Work is finally switching our mono-repos to pnpm. In progress, code-freeze end of the week to pull it off. We all expect vastly improved quality of life.
Had been using lerna, which we have to re-bootstrap way too often & which takes way to long to do so.
I switched all my work monorepo projects to pnpm a few months ago, and it has been a dramatic improvement. Many thanks to the author(s) of pnpm for their hard work!
"Lerna is dead, longive Lerna"[1] mainly talks about Nx, the DAG-based parallel task runner that the new maintainers already made/love, and how it will maybe/probably help Lerna. The post explicitly mentions Nx is neutral & can work with a variety of monorepo tools (also mentioning pnpm, yarn, in additiom to npm).
Lerna is old as heck, & far predates npm workspaces. Im not super aware what if any npm workspaces support it has or had. To be honest we were so far behind upgrading/maintaining stuff when I joined that we only recently have a npm version with workspaces (released in v7, October 2020) so Im not super well versed.
The new lerna versions definitely configure package.json#workspaces, which seemingly all js-world monorepo tools use.
I've heard npm is getting much better, but just going through our many packages & installing them & doing the necessary mono-repo npm link has been absurdly slow with our old-ish pre-workspace npm; lerna has been so saddening. Nx can help here, and maybe npm indeed is much more competitive now. I still find it frustrating that enormously simple stuff like "how do I update a dep in a package" has no answer[2] (and requires rebuilding that painful slow re-install everything in every route I've tried), but maybe the monorepo tools now can do this & it's no longer as much a lerna question?
Just double checked. Unless you specifically turn it off (reverting to Lerna's old behavior), it does leans on npm/pnpm/yarn's workspaces. Npm is indeed getting better at this stuff too. I did some tests on our main monorepo (~8 services linked together), for us npm was marginally slower than pnpm and pretty much equivalent to yarn.
It also does optionally lean on Nx for task execution. So at that point, lerna itself isn't doing much outside linking internal dependencies.
Had been using lerna, which we have to re-bootstrap way too often & which takes way to long to do so.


### Task objective
Each entry that follows is to be duplicated exactly, without its images.

### Data provided

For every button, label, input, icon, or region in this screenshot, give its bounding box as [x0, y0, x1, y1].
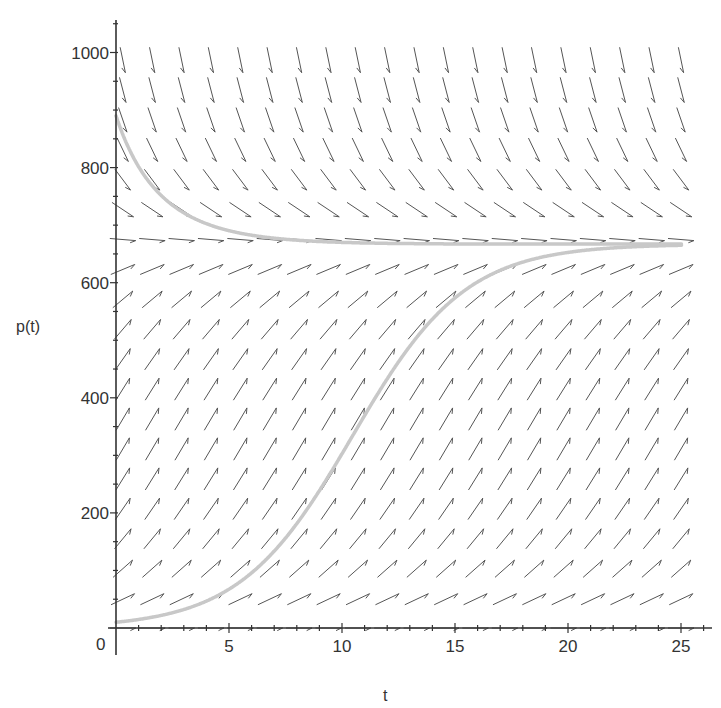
field-arrow: [674, 349, 689, 370]
field-arrow: [671, 291, 691, 308]
y-tick-label: 800: [81, 159, 109, 178]
field-arrow: [351, 468, 365, 490]
field-arrow: [348, 560, 367, 577]
field-arrow: [468, 468, 482, 490]
field-arrow: [673, 529, 690, 549]
field-arrow: [671, 560, 690, 577]
field-arrow: [202, 319, 219, 339]
field-arrow: [150, 47, 155, 72]
field-arrow: [174, 169, 190, 190]
field-arrow: [557, 468, 571, 490]
field-arrow: [586, 408, 599, 430]
field-arrow: [554, 291, 574, 308]
field-arrow: [318, 291, 338, 308]
field-arrow: [467, 529, 484, 549]
field-arrow: [465, 291, 485, 308]
field-arrow: [648, 77, 655, 102]
field-arrow: [524, 291, 544, 308]
field-arrow: [232, 319, 249, 339]
field-arrow: [645, 378, 659, 400]
x-tick-label: 5: [224, 637, 233, 656]
field-arrow: [522, 264, 546, 274]
field-arrow: [498, 408, 511, 430]
field-arrow: [589, 108, 597, 133]
field-arrow: [380, 349, 395, 370]
field-arrow: [554, 560, 573, 577]
field-arrow: [172, 291, 192, 308]
field-arrow: [320, 529, 337, 549]
field-arrow: [265, 108, 273, 133]
field-arrow: [199, 264, 223, 274]
field-arrow: [355, 47, 360, 72]
field-arrow: [201, 560, 220, 577]
field-arrow: [350, 529, 367, 549]
field-arrow: [495, 560, 514, 577]
field-arrow: [561, 47, 566, 72]
field-arrow: [258, 264, 282, 274]
field-arrow: [438, 319, 455, 339]
field-arrow: [174, 498, 189, 519]
field-arrow: [551, 264, 575, 274]
field-arrow: [147, 138, 158, 161]
field-arrow: [115, 498, 130, 519]
field-arrow: [381, 438, 394, 460]
field-arrow: [236, 108, 244, 133]
field-arrow: [148, 108, 156, 133]
field-arrow: [644, 349, 659, 370]
field-arrow: [499, 138, 510, 161]
field-arrow: [262, 498, 277, 519]
field-arrow: [141, 202, 163, 216]
field-arrow: [139, 238, 165, 242]
field-arrow: [324, 108, 332, 133]
field-arrow: [466, 560, 485, 577]
field-arrow: [379, 169, 395, 190]
y-tick-label: 600: [81, 274, 109, 293]
field-arrow: [585, 529, 602, 549]
field-arrow: [551, 238, 577, 242]
field-arrow: [497, 169, 513, 190]
field-arrow: [292, 438, 305, 460]
field-arrow: [674, 378, 688, 400]
field-arrow: [678, 77, 685, 102]
field-arrow: [235, 138, 246, 161]
field-arrow: [590, 47, 595, 72]
field-arrow: [376, 202, 398, 216]
field-arrow: [144, 529, 161, 549]
field-arrow: [557, 378, 571, 400]
field-arrow: [524, 560, 543, 577]
field-arrow: [610, 594, 634, 605]
field-arrow: [114, 319, 131, 339]
field-arrow: [615, 349, 630, 370]
field-arrow: [434, 264, 458, 274]
field-arrow: [238, 47, 243, 72]
field-arrow: [234, 438, 247, 460]
field-arrow: [496, 529, 513, 549]
field-arrow: [172, 560, 191, 577]
field-arrow: [204, 498, 219, 519]
field-arrow: [439, 438, 452, 460]
field-arrow: [462, 238, 488, 242]
field-arrow: [207, 108, 215, 133]
field-arrow: [320, 319, 337, 339]
field-arrow: [615, 468, 629, 490]
field-arrow: [322, 438, 335, 460]
field-arrow: [267, 47, 272, 72]
field-arrow: [645, 408, 658, 430]
field-arrow: [291, 169, 307, 190]
field-arrow: [497, 498, 512, 519]
field-arrow: [581, 594, 605, 605]
field-arrow: [556, 169, 572, 190]
field-arrow: [115, 349, 130, 370]
field-arrow: [527, 378, 541, 400]
field-arrow: [468, 169, 484, 190]
direction-field-chart: 510152025 2004006008001000 0 t p(t): [0, 0, 721, 708]
field-arrow: [116, 378, 130, 400]
field-arrow: [228, 264, 252, 274]
field-arrow: [203, 529, 220, 549]
field-arrow: [119, 77, 126, 102]
field-arrow: [229, 202, 251, 216]
field-arrow: [178, 77, 185, 102]
x-tick-label: 25: [672, 637, 691, 656]
field-arrow: [287, 594, 311, 605]
field-arrow: [409, 349, 424, 370]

### Written solution
For every button, label, input, icon, or region in this screenshot, give its bounding box as [x0, y0, x1, y1].
field-arrow: [674, 349, 689, 370]
field-arrow: [671, 291, 691, 308]
y-tick-label: 800: [81, 159, 109, 178]
field-arrow: [351, 468, 365, 490]
field-arrow: [348, 560, 367, 577]
field-arrow: [468, 468, 482, 490]
field-arrow: [673, 529, 690, 549]
field-arrow: [671, 560, 690, 577]
field-arrow: [202, 319, 219, 339]
field-arrow: [150, 47, 155, 72]
field-arrow: [174, 169, 190, 190]
field-arrow: [557, 468, 571, 490]
field-arrow: [586, 408, 599, 430]
field-arrow: [554, 291, 574, 308]
field-arrow: [318, 291, 338, 308]
field-arrow: [467, 529, 484, 549]
field-arrow: [465, 291, 485, 308]
field-arrow: [648, 77, 655, 102]
field-arrow: [524, 291, 544, 308]
field-arrow: [232, 319, 249, 339]
field-arrow: [645, 378, 659, 400]
x-tick-label: 5: [224, 637, 233, 656]
field-arrow: [522, 264, 546, 274]
field-arrow: [498, 408, 511, 430]
field-arrow: [589, 108, 597, 133]
field-arrow: [380, 349, 395, 370]
field-arrow: [554, 560, 573, 577]
field-arrow: [172, 291, 192, 308]
field-arrow: [320, 529, 337, 549]
field-arrow: [265, 108, 273, 133]
field-arrow: [199, 264, 223, 274]
field-arrow: [355, 47, 360, 72]
field-arrow: [201, 560, 220, 577]
field-arrow: [350, 529, 367, 549]
field-arrow: [495, 560, 514, 577]
field-arrow: [561, 47, 566, 72]
field-arrow: [258, 264, 282, 274]
field-arrow: [438, 319, 455, 339]
field-arrow: [174, 498, 189, 519]
field-arrow: [551, 264, 575, 274]
field-arrow: [147, 138, 158, 161]
field-arrow: [115, 498, 130, 519]
field-arrow: [381, 438, 394, 460]
field-arrow: [236, 108, 244, 133]
field-arrow: [148, 108, 156, 133]
field-arrow: [644, 349, 659, 370]
field-arrow: [499, 138, 510, 161]
field-arrow: [262, 498, 277, 519]
field-arrow: [141, 202, 163, 216]
field-arrow: [139, 238, 165, 242]
field-arrow: [324, 108, 332, 133]
field-arrow: [466, 560, 485, 577]
field-arrow: [379, 169, 395, 190]
y-tick-label: 600: [81, 274, 109, 293]
field-arrow: [585, 529, 602, 549]
field-arrow: [551, 238, 577, 242]
field-arrow: [497, 169, 513, 190]
field-arrow: [292, 438, 305, 460]
field-arrow: [674, 378, 688, 400]
field-arrow: [678, 77, 685, 102]
field-arrow: [235, 138, 246, 161]
field-arrow: [590, 47, 595, 72]
field-arrow: [376, 202, 398, 216]
field-arrow: [144, 529, 161, 549]
field-arrow: [557, 378, 571, 400]
field-arrow: [524, 560, 543, 577]
field-arrow: [610, 594, 634, 605]
field-arrow: [114, 319, 131, 339]
field-arrow: [615, 349, 630, 370]
field-arrow: [434, 264, 458, 274]
field-arrow: [238, 47, 243, 72]
field-arrow: [234, 438, 247, 460]
field-arrow: [496, 529, 513, 549]
field-arrow: [172, 560, 191, 577]
field-arrow: [204, 498, 219, 519]
field-arrow: [439, 438, 452, 460]
field-arrow: [462, 238, 488, 242]
field-arrow: [207, 108, 215, 133]
field-arrow: [320, 319, 337, 339]
field-arrow: [615, 468, 629, 490]
field-arrow: [322, 438, 335, 460]
field-arrow: [267, 47, 272, 72]
field-arrow: [645, 408, 658, 430]
field-arrow: [291, 169, 307, 190]
field-arrow: [497, 498, 512, 519]
field-arrow: [581, 594, 605, 605]
field-arrow: [556, 169, 572, 190]
field-arrow: [115, 349, 130, 370]
field-arrow: [527, 378, 541, 400]
field-arrow: [468, 169, 484, 190]
direction-field-chart: 510152025 2004006008001000 0 t p(t): [0, 0, 721, 708]
field-arrow: [116, 378, 130, 400]
field-arrow: [228, 264, 252, 274]
field-arrow: [203, 529, 220, 549]
field-arrow: [119, 77, 126, 102]
field-arrow: [229, 202, 251, 216]
field-arrow: [178, 77, 185, 102]
x-tick-label: 25: [672, 637, 691, 656]
field-arrow: [287, 594, 311, 605]
field-arrow: [409, 349, 424, 370]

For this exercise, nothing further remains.